Roger would browbeat his friends whose personal computer of choice was anything other than a Mac. He used as his signature sign-off a saying from Tom Clancy that went something like: "Never ask a man what computer he uses. If it's an Apple, he will tell you. If it isn't, why embarrass him?"

At one point Roger faced a dilemma. He developed the Cinemania movie software with Microsoft and Bill Gates, whom he also admired. But Gates and Jobs had a very public falling out over their operating systems. Computer geeks within the industry were asking Roger to take sides. He was so passionate about the technologies that it almost felt like family members feuding, even though it had nothing to do with him. Roger would have been very interested in the brief scenes in the movie showing Kutcher's Jobs making a phone call to Bill Gates to threaten to sue him for copying his new operating system.

Jobs revolutionized the music industry with his introduction of the iPod and iTunes. Before Roger went into the hospital for surgery in 2006, he programmed about 1,000 songs on his iPod. We credit his playing Leonard Cohen's "I Am Your Man" for the nurses and doctors with saving his life. He was being released from the hospital that day and if he hadn't taken the time to play that song he would have been in our car on Lake Shore Drive when his carotid artery ruptured. Fortunately, he was still in the hospital and the doctors had a chance to stop the bleeding and get him to the operating room.

Roger so believed in Job's visionary zeal that when he bought Apple stock he held onto it through bad times and worse. At one time we were advised to dump our Apple stock. The markets were turning against the stock and no one seemed to have any faith in the company.
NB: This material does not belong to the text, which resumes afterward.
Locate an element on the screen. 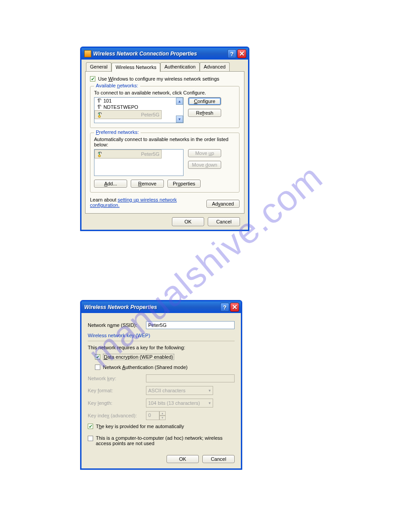 This screenshot has height=532, width=411. preferred-networks-list: Peter5G is located at coordinates (139, 163).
I don't remember whether that was when Jobs had been kicked off the board or exactly what was happening. I just know that Roger kept predicting that Steve would be back at the helm, and that under his creative leadership, Apple would triumph. I think the stock was around $10 a share back then.
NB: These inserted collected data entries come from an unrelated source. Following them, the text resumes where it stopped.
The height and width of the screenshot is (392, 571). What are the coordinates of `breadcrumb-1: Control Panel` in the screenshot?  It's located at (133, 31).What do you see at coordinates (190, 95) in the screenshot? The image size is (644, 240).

Not only did Roger refuse to sell it, he bought more. He would buy his television staff at Siskel & Ebert computers and iPods and all manner of Apple products. And he advised Gene Siskel to invest in Apple. He just believed that Apple products (except the Newton) were superior. At one point Roger and Gene were offered an Apple commercial, but they had a rule not to do commercials because they thought it would sully their credibility as critics. Roger wanted to be free to be able to talk about his sincere belief in the product without money being exchanged.
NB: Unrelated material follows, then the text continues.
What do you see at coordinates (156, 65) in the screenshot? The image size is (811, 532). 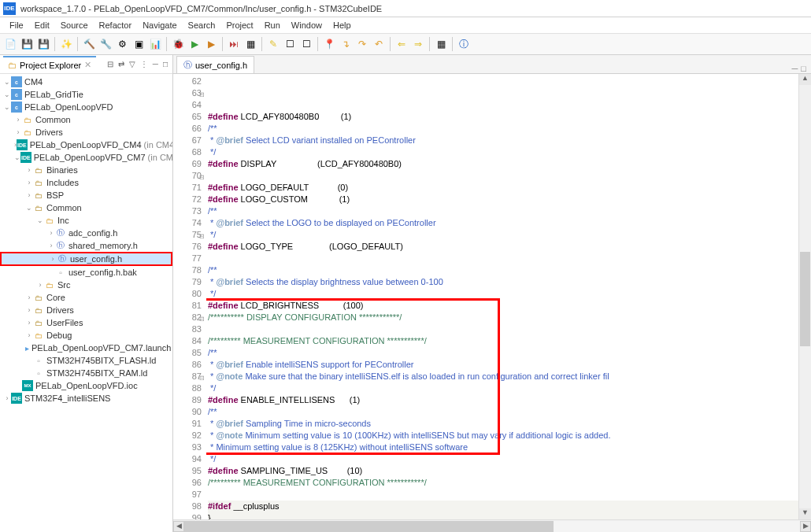 I see `min-icon: ─` at bounding box center [156, 65].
We were shocked at some of the revelations about Jobs in the Walter Isaacson book. We didn't know about the daughter he refused to acknowledge for years even when a paternity test showed he had to be the father. Or how he shortchanged some of his closest friends and business partners, most notably Steve Wozniak, the inventor of the Apple computer. And in the movie you cringe at Jobs' callous disregard for Woz, played by Josh Gad in a subtly heartbreaking performance. How well do we ever really know anyone? We do know that Jobs was intense, focused, passionate about marrying art with technology and that he marched to the beat of a different drummer. With his head in the clouds, channeling the music of the cosmos, perhaps he was hearing the Thinking Molecules of Titan, calling him from the future. Roger was exhilarated that Jobs' purported last words were: "Wow, Oh Wow, Oh Wow!"

Chaz Ebert

Chaz is the CEO of several Ebert enterprises, including the President of The Ebert Company Ltd, and of Ebert Digital LLC, Publisher of RogerEbert.com, President of Ebert Productions and Chairman of the Board of The Roger and Chaz Ebert Foundation, and Co-Founder and Producer of Ebertfest, the film festival now in its 24th year.